Scientific Graphics Program Synthesis via Dual Self-Consistency Reinforcement Learning
Motivation and Challenges
Graphics program synthesis seeks to recover editable, high-fidelity symbolic code from static visual data, with TikZ as the gold standard for scientific schematics due to its expressiveness and spatial precision. MLLMs have recently demonstrated compelling code generation capabilities, yet TikZ synthesis exposes their limitations: existing open-source MLLMs systematically fail on strict syntactic requirements, hallucinate dependencies, and do not achieve adequate geometric alignment (Figure 1).
Figure 1: Core failure modes in MLLMs for TikZ synthesis, including syntax hallucinations, missing dependencies, and misaligned geometry.
This deficiency largely arises from two core gaps: (1) a lack of strictly-compilable and visually-aligned image–TikZ corpora to drive supervised learning; and (2) the absence of benchmarks encompassing both visual and code-level fidelity for robust model evaluation. This limits both the capacity to train models that align visuals with TikZ’s structure and the ability to systematically compare methods.
SciTikZ-230K and the Execution-Centric Data Engine
To ameliorate the data quality gap, the authors propose the SciTikZ-230K dataset generated by an Execution-Centric Data Engine (Figure 2). Rather than passively filtering noisy web-scraped datasets, this pipeline implements active, MLLM-guided remediation, iteratively repairing uncompilable samples using diagnostic logs and LLM interventions.

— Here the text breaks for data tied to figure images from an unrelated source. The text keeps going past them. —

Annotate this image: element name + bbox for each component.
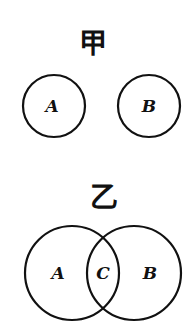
set-label-a: A	[49, 263, 64, 283]
set-label-a: A	[43, 96, 58, 116]
intersection-label-c: C	[96, 263, 110, 283]
figure-yi-overlapping-sets: A C B	[25, 226, 181, 320]
figure-jia-disjoint-sets: A B	[23, 75, 180, 137]
venn-diagram-canvas: A B A C B	[0, 0, 193, 336]
set-label-b: B	[141, 96, 156, 116]
set-label-b: B	[142, 263, 157, 283]
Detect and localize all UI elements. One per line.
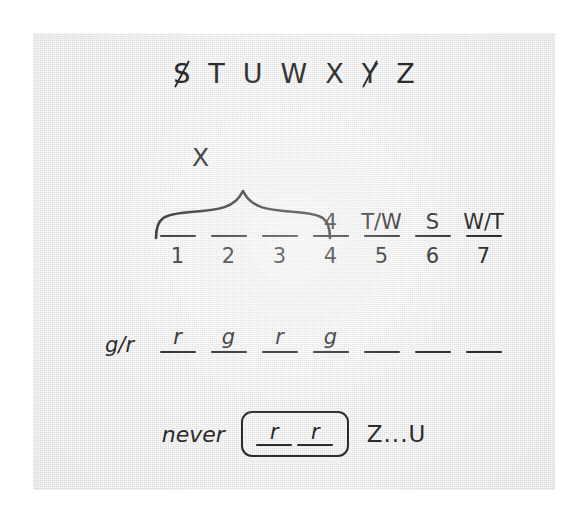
clue-text-2 [203, 211, 254, 235]
never-cell-1[interactable]: r [254, 420, 295, 446]
gr-cell-2[interactable]: g [203, 325, 254, 353]
answer-grid: 4 T/W S W/T 1 [152, 211, 512, 268]
grid-cell-6[interactable]: S [407, 211, 458, 237]
clue-text-5: T/W [356, 211, 407, 235]
gr-value-7 [458, 325, 509, 351]
grid-cell-5[interactable]: T/W [356, 211, 407, 237]
position-number-cell-4: 4 [305, 244, 356, 268]
gr-cell-5[interactable] [356, 325, 407, 353]
never-value-2: r [295, 420, 336, 444]
clue-text-7: W/T [458, 211, 509, 235]
position-number-cell-1: 1 [152, 244, 203, 268]
grid-cell-1[interactable] [152, 211, 203, 237]
answer-blank-4[interactable] [313, 235, 349, 237]
gr-value-1: r [152, 325, 203, 351]
gr-cell-7[interactable] [458, 325, 509, 353]
worksheet-photo: S T U W X Y Z X [0, 0, 588, 522]
paper-card: S T U W X Y Z X [33, 33, 555, 490]
alphabet-letter-y-struck: Y [362, 60, 379, 87]
alphabet-letter-t: T [208, 60, 225, 87]
alphabet-letter-u: U [243, 60, 263, 87]
position-number-6: 6 [407, 244, 458, 268]
grid-cell-3[interactable] [254, 211, 305, 237]
gr-value-2: g [203, 325, 254, 351]
gr-cell-4[interactable]: g [305, 325, 356, 353]
position-number-cell-3: 3 [254, 244, 305, 268]
grid-cell-2[interactable] [203, 211, 254, 237]
answer-blank-6[interactable] [415, 235, 451, 237]
never-boxed-group: r r [241, 411, 349, 457]
position-number-cell-6: 6 [407, 244, 458, 268]
gr-blank-7[interactable] [466, 351, 502, 353]
alphabet-letter-x: X [325, 60, 344, 87]
gr-blank-3[interactable] [262, 351, 298, 353]
answer-blank-5[interactable] [364, 235, 400, 237]
answer-blank-2[interactable] [211, 235, 247, 237]
gr-cell-3[interactable]: r [254, 325, 305, 353]
clue-text-3 [254, 211, 305, 235]
alphabet-letter-s-struck: S [173, 60, 190, 87]
position-number-cell-5: 5 [356, 244, 407, 268]
position-number-cell-7: 7 [458, 244, 509, 268]
alphabet-letter-z: Z [396, 60, 415, 87]
position-number-row: 1 2 3 4 5 6 7 [152, 244, 512, 268]
position-number-4: 4 [305, 244, 356, 268]
never-tail-text: Z...U [367, 421, 427, 447]
position-number-1: 1 [152, 244, 203, 268]
never-label: never [162, 422, 225, 447]
answer-blank-1[interactable] [160, 235, 196, 237]
grid-cell-4[interactable]: 4 [305, 211, 356, 237]
answer-blank-7[interactable] [466, 235, 502, 237]
gr-cell-6[interactable] [407, 325, 458, 353]
alphabet-letter-w: W [281, 60, 308, 87]
gr-blank-6[interactable] [415, 351, 451, 353]
alphabet-strip: S T U W X Y Z [33, 60, 555, 87]
gr-value-6 [407, 325, 458, 351]
brace-label-x: X [192, 145, 209, 170]
gr-blank-4[interactable] [313, 351, 349, 353]
position-number-3: 3 [254, 244, 305, 268]
never-constraint-row: never r r Z...U [33, 411, 555, 457]
clue-text-4: 4 [305, 211, 356, 235]
gr-blank-1[interactable] [160, 351, 196, 353]
gr-row-label: g/r [105, 333, 134, 357]
clue-text-1 [152, 211, 203, 235]
answer-blank-3[interactable] [262, 235, 298, 237]
gr-cell-1[interactable]: r [152, 325, 203, 353]
gr-value-5 [356, 325, 407, 351]
gr-value-4: g [305, 325, 356, 351]
grid-cell-7[interactable]: W/T [458, 211, 509, 237]
clue-row: 4 T/W S W/T [152, 211, 512, 237]
gr-value-row: r g r g [152, 325, 512, 353]
position-number-5: 5 [356, 244, 407, 268]
position-number-2: 2 [203, 244, 254, 268]
position-number-cell-2: 2 [203, 244, 254, 268]
gr-blank-5[interactable] [364, 351, 400, 353]
gr-blank-2[interactable] [211, 351, 247, 353]
never-value-1: r [254, 420, 295, 444]
never-cell-2[interactable]: r [295, 420, 336, 446]
clue-text-6: S [407, 211, 458, 235]
never-blank-1[interactable] [256, 444, 292, 446]
never-blank-2[interactable] [297, 444, 333, 446]
gr-row: g/r r g r g [152, 325, 512, 353]
position-number-7: 7 [458, 244, 509, 268]
gr-value-3: r [254, 325, 305, 351]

Heuristic and fine-grained semantic filtering using large vision-LLMs further eliminate redundancy, enforce standardization, and guarantee visual–code isomorphism.
Figure 2: The Execution-Centric Data Engine integrates diagnostic remediation and multi-granular evaluation to curate robust, compilable visual–TikZ pairs.
The resulting dataset spans 11 scientific domains and over 90 subcategories, covering both broad and specialized schematic structures (Figure 3). This curation produces a highly diverse and high-quality corpus (230K instances), directly addressing the limitations of synthetic or fragmented corpora prevalent in prior work.
Figure 3: Distribution of SciTikZ-230K, capturing the domain heterogeneity critical for robust program synthesis.
SciTikZer Model and Dual Self-Consistency Reinforcement Learning
The proposed SciTikZer model leverages a three-stage training framework (Figure 4):
- Supervised fine-tuning (SFT) initializes the policy on the curated dataset, enforcing canonical TikZ syntax.
- Curriculum Data Selection selects RL data focusing on intermediate-difficulty instances determined via visual complexity and model confidence, ensuring efficient use of RL resources.
- Dual Self-Consistency (DSC) Reinforcement Learning comprises two RL stages—visual fidelity alignment (with render-based rewards) followed by round-trip symbolic self-consistency (DSC-RL). The DSC paradigm demands that generated code is both visually faithful and structurally invertible: the model must reconstruct its own code from the rendered image, penalizing degenerate or logically inconsistent outputs.
Figure 4: Overview of SciTikZ's training framework: SFT, curriculum selection, and DSC-RL drive both pixel-level and symbolic alignment.
Unlike SFT or standard visual RL that can tolerate logical degeneracies, DSC explicitly enforces consistency between the visual output and the underlying code, closing reward-hacking loopholes and integrating execution feedback directly into the optimization loop.
Benchmarking: SciTikZ-Bench and Evaluations
To facilitate rigorous, multi-dimensional evaluation, the authors construct SciTikZ-Bench—a 611-sample, stratified benchmark with human and automated verification, encompassing basic (Easy), intermediate (Medium), and complex (Hard) scientific diagrams (Figure 5).
Figure 5: SciTikZ-Bench samples categorized by difficulty, supporting granular diagnostic evaluation of model performance.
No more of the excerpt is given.